Experiment with delivery. Does it make sense to open another location? To offer home delivery? To create e-products that can be sold everywhere? Will customers pay extra for quicker delivery or more efficient locations?

Experiment with promotions. Is advertising the best method? What about networking meetings, or a booth at local events, or seminars at your local library? Are your customers on Facebook? Would they like to receive information via text message or email?

Keep what works, get rid of the rest

Eventually you’ll have a fantastic marketing mix — product, price, distribution, and promotion — that is great for your customers, and gives them a reason to bring their money to you.

Resources for Further Reading
Seth Godin on Competition
Risk Analysis

In my last article, I talked about why judging your success by what your competitors have done is stupid. But does that mean that you shouldn’t pay attention to what your competitors are doing?

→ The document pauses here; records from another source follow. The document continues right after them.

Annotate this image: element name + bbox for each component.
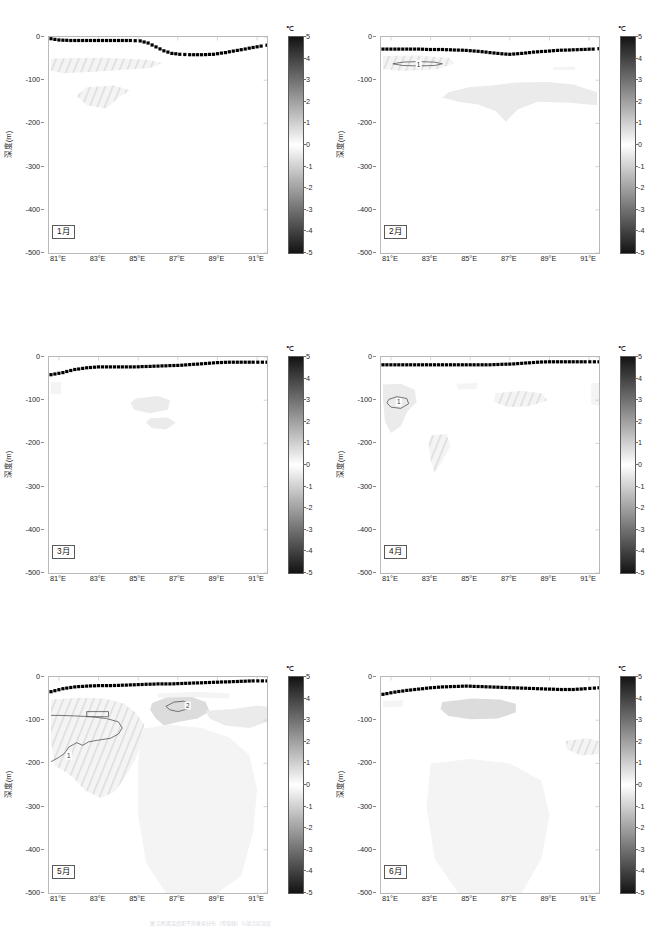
x-tick-label: 83°E: [422, 574, 438, 583]
y-tick-label: -100: [26, 75, 40, 84]
colorbar-tick-label: 3: [638, 395, 642, 404]
colorbar-tick-labels: 543210-1-2-3-4-5: [303, 356, 327, 572]
x-axis-tick-labels: 81°E83°E85°E87°E89°E91°E: [380, 894, 598, 908]
contour-label: 1: [67, 752, 71, 759]
colorbar: [620, 36, 636, 254]
shaded-region: [51, 58, 162, 74]
y-tick-label: -400: [358, 204, 372, 213]
y-tick-label: -500: [26, 568, 40, 577]
panel-month-label: 3月: [52, 545, 75, 559]
colorbar-tick-labels: 543210-1-2-3-4-5: [635, 356, 659, 572]
colorbar-tick-mark: [303, 827, 306, 828]
colorbar: [288, 676, 304, 894]
y-tick-mark: [373, 762, 377, 763]
colorbar-tick-mark: [635, 252, 638, 253]
x-tick-label: 91°E: [580, 574, 596, 583]
colorbar-tick-label: -3: [638, 844, 644, 853]
x-tick-label: 85°E: [129, 894, 145, 903]
colorbar-tick-mark: [303, 421, 306, 422]
colorbar-tick-mark: [635, 784, 638, 785]
colorbar-tick-labels: 543210-1-2-3-4-5: [303, 36, 327, 252]
colorbar-tick-label: 3: [638, 715, 642, 724]
y-tick-label: 0: [36, 352, 40, 361]
y-axis-tick-labels: 0-100-200-300-400-500: [332, 356, 376, 572]
colorbar-tick-mark: [303, 849, 306, 850]
colorbar-tick-mark: [635, 464, 638, 465]
x-tick-label: 81°E: [50, 254, 66, 263]
colorbar-tick-mark: [635, 507, 638, 508]
colorbar-tick-mark: [303, 870, 306, 871]
colorbar-tick-label: 1: [638, 758, 642, 767]
x-tick-label: 83°E: [90, 894, 106, 903]
y-tick-mark: [41, 719, 45, 720]
panel-1: 深度(m)0-100-200-300-400-50081°E83°E85°E87…: [0, 14, 332, 324]
y-axis-tick-labels: 0-100-200-300-400-500: [332, 36, 376, 252]
y-tick-mark: [373, 806, 377, 807]
y-axis-tick-labels: 0-100-200-300-400-500: [332, 676, 376, 892]
y-tick-label: -400: [26, 204, 40, 213]
x-tick-label: 87°E: [501, 254, 517, 263]
shaded-region: [51, 698, 144, 798]
plot-area: [48, 356, 268, 574]
colorbar-tick-label: 1: [638, 118, 642, 127]
x-tick-label: 89°E: [541, 254, 557, 263]
colorbar-tick-label: -4: [638, 866, 644, 875]
y-tick-mark: [41, 762, 45, 763]
colorbar-tick-label: 4: [638, 53, 642, 62]
y-tick-label: 0: [36, 32, 40, 41]
panel-3: 深度(m)0-100-200-300-400-50081°E83°E85°E87…: [0, 334, 332, 644]
x-axis-tick-labels: 81°E83°E85°E87°E89°E91°E: [380, 254, 598, 268]
y-tick-label: -300: [26, 481, 40, 490]
colorbar-tick-label: -3: [306, 204, 312, 213]
contour-label: 1: [397, 398, 401, 405]
colorbar-tick-mark: [635, 719, 638, 720]
colorbar-tick-labels: 543210-1-2-3-4-5: [303, 676, 327, 892]
colorbar-tick-label: 0: [638, 140, 642, 149]
colorbar-tick-label: 2: [638, 96, 642, 105]
colorbar-tick-mark: [303, 399, 306, 400]
colorbar-tick-mark: [635, 378, 638, 379]
colorbar-tick-mark: [303, 187, 306, 188]
colorbar-tick-mark: [303, 122, 306, 123]
y-tick-mark: [373, 36, 377, 37]
x-tick-label: 81°E: [382, 574, 398, 583]
colorbar-tick-mark: [635, 827, 638, 828]
y-tick-mark: [41, 849, 45, 850]
plot-area: [48, 36, 268, 254]
colorbar-tick-mark: [635, 36, 638, 37]
colorbar-tick-label: -2: [306, 823, 312, 832]
colorbar-tick-label: -5: [638, 568, 644, 577]
colorbar-tick-mark: [303, 79, 306, 80]
colorbar-tick-labels: 543210-1-2-3-4-5: [635, 36, 659, 252]
colorbar-tick-label: 2: [306, 96, 310, 105]
x-tick-label: 81°E: [50, 574, 66, 583]
colorbar-tick-label: -4: [306, 226, 312, 235]
shaded-region: [494, 391, 548, 407]
y-tick-label: -200: [358, 118, 372, 127]
y-tick-mark: [41, 529, 45, 530]
colorbar-gradient: [289, 357, 303, 573]
colorbar-tick-label: 0: [306, 140, 310, 149]
panel-2: 深度(m)0-100-200-300-400-50081°E83°E85°E87…: [332, 14, 664, 324]
colorbar-tick-mark: [303, 101, 306, 102]
colorbar-tick-label: 5: [638, 352, 642, 361]
colorbar-tick-mark: [635, 849, 638, 850]
colorbar-tick-mark: [303, 486, 306, 487]
colorbar-tick-mark: [303, 698, 306, 699]
x-tick-label: 91°E: [248, 254, 264, 263]
figure-root: 深度(m)0-100-200-300-400-50081°E83°E85°E87…: [0, 0, 664, 930]
y-tick-mark: [41, 399, 45, 400]
colorbar: [620, 676, 636, 894]
mixed-layer-depth-line: [381, 685, 599, 696]
y-tick-mark: [41, 79, 45, 80]
y-tick-mark: [41, 356, 45, 357]
colorbar-tick-label: -5: [306, 568, 312, 577]
colorbar-tick-label: -1: [306, 161, 312, 170]
colorbar-tick-label: 1: [638, 438, 642, 447]
colorbar-tick-mark: [303, 378, 306, 379]
colorbar-tick-mark: [635, 486, 638, 487]
colorbar-tick-label: -2: [306, 503, 312, 512]
mixed-layer-depth-line: [49, 361, 267, 377]
figure-caption: 图 沿断面温度距平的垂直分布（等值线）与混合层深度: [150, 919, 650, 928]
colorbar-tick-mark: [303, 784, 306, 785]
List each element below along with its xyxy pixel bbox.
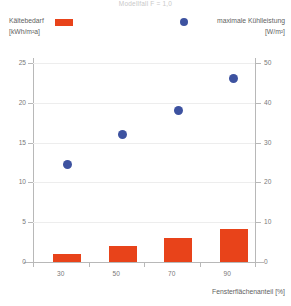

Not at all — that’s a good way to go out of business. It only means that you shouldn’t decide how well you did based on what your competitors did — your measurements of success should be internal, based on things you care about achieving. Competitor analysis is a terrible way to judge success… but a great way to help you decide what to do.

What you can learn from studying your competition

  • What your customers like
  • What your customers don’t like
  • How much (approximately) your customers are willing to pay
  • New products/services you can offer to your customers
  • What combination of products/services your customers are most likely interested in
  • What promotional methods are most likely to be effective
  • Industry trends
  • Industry standards

Look at what your competitors are doing, so that you can decide what you need to do in response– whether that’s copy it, offer an opposing product, or ignore it — just don’t use them as a standard of success.

Resources for Further Reading
The Problem With Competitive Metrics

Once upon a time, when I was a kid growing up in the 80s, mass production was the rule. The economics looked something like this:

  • My local cobbler can make a pair of shoes that fits me perfectly. It costs $50.

  • My local Payless Shoes can provide me with a pair of shoes that fit OK. They cost $20.

By ignoring their customers’ needs, and focusing on what will turn out the most shoes in the least time, manufacturers were able to drastically reduce the cost of shoes. In turn, we all got used to ignoring our own needs, in order to get lower prices.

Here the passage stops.